After her work in Bradford, McMillan left with her sister Rachel to go back to London, and in 1908 they opened the country’s first ever school clinic at Bow, which was followed in 1910 by one in Deptford.
She published a book about her work and experiences in 1911, titled The Child and the State, where she passionately argued that school should not be just about preparing poor children for monotonous, unskilled jobs, but should rather offer a broad and humane education.
McMillan continued to be an activist in many areas of social reform, and was injured while protesting with suffragettes. She opened a nursery and training school for children aged between 18 months and seven years in Deptford in 1914, which was named after Rachel when she died three years later.
In 1922 she met the Austrian reformer and educationalist Rudolf Steiner, who referred to her as an “educational genius”. She continued to work for the benefit of children and against social injustice until her death in Harrow in 1931.
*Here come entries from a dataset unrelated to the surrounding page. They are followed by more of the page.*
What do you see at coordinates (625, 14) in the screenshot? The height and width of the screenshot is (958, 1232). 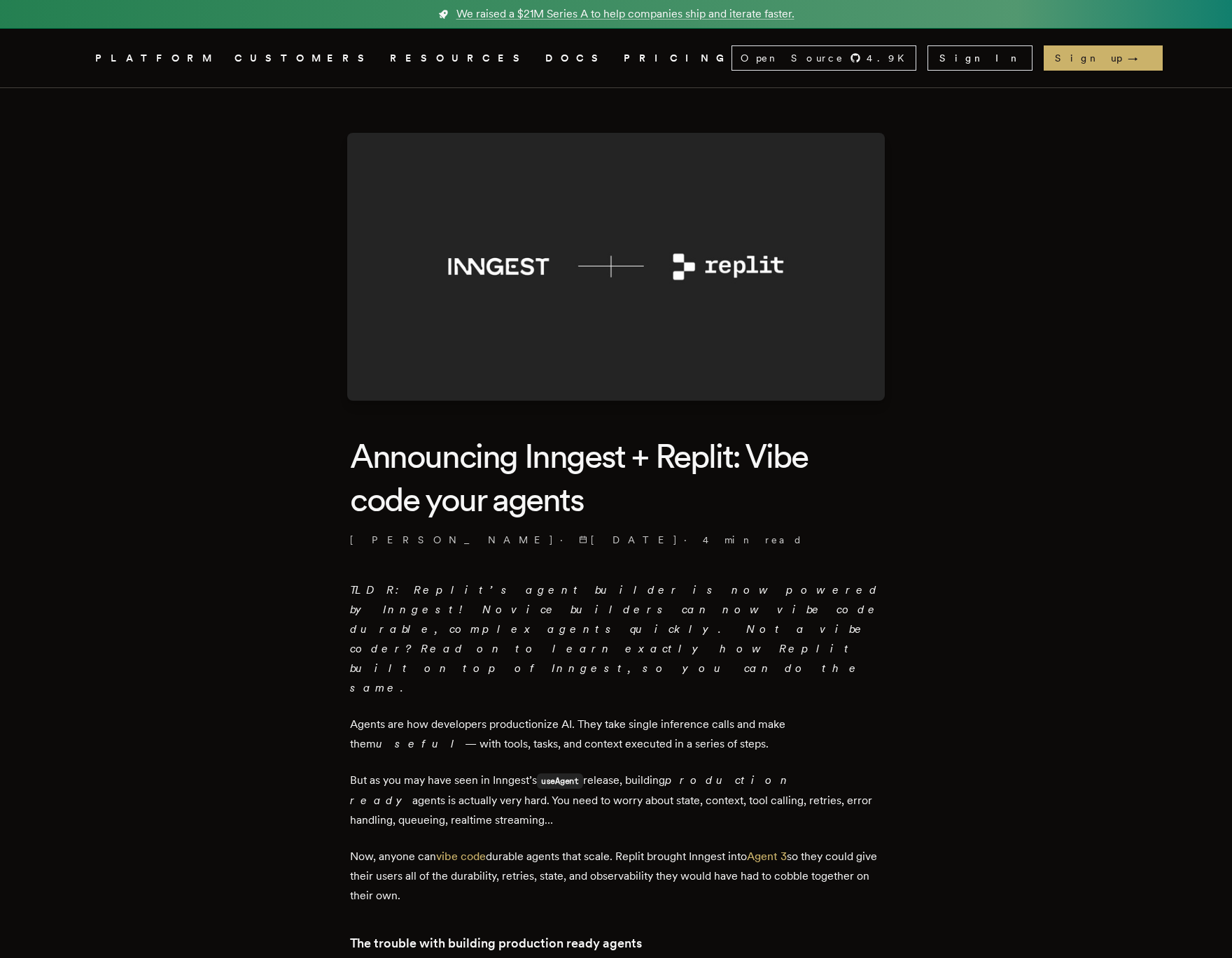 I see `span: We raised a $21M Series A to help companies ship and iterate faster.` at bounding box center [625, 14].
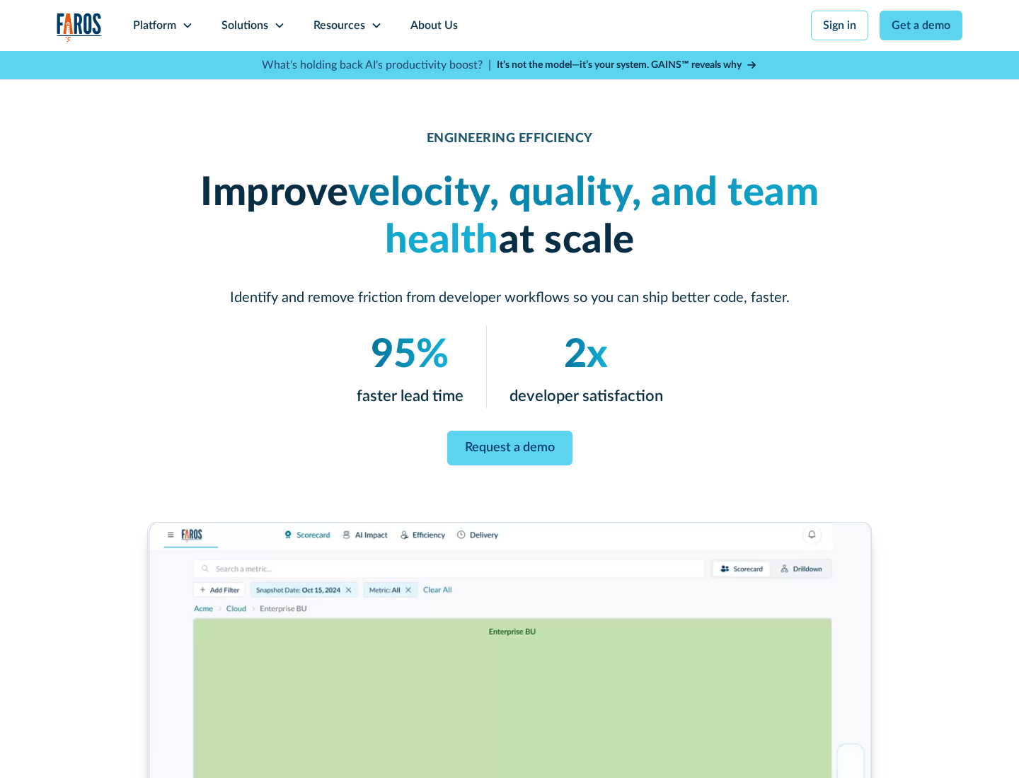 The height and width of the screenshot is (778, 1019). Describe the element at coordinates (509, 217) in the screenshot. I see `h1: Improve at scale` at that location.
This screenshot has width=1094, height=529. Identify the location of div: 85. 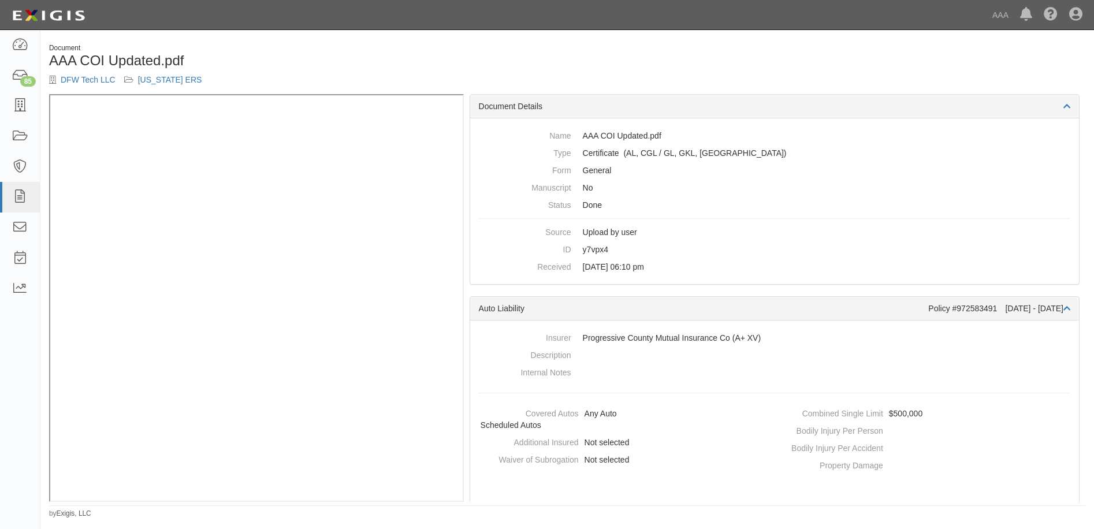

Born in New York, raised in Scotland, educated in Germany and died in London, after a lifetime of social campaigning. But McMillan’s work in Bradford is perhaps her most important, and work that has resonances today as the same arguments about feeding children raise their heads long after McMillan thought she had slain that particular dragon.
As the Christmas holidays approach and Marcus Rashford’s successful campaign feeds hungry children, the young footballer should feel comforted that the spirit of one of the fiercest social reformers in recent history has his back.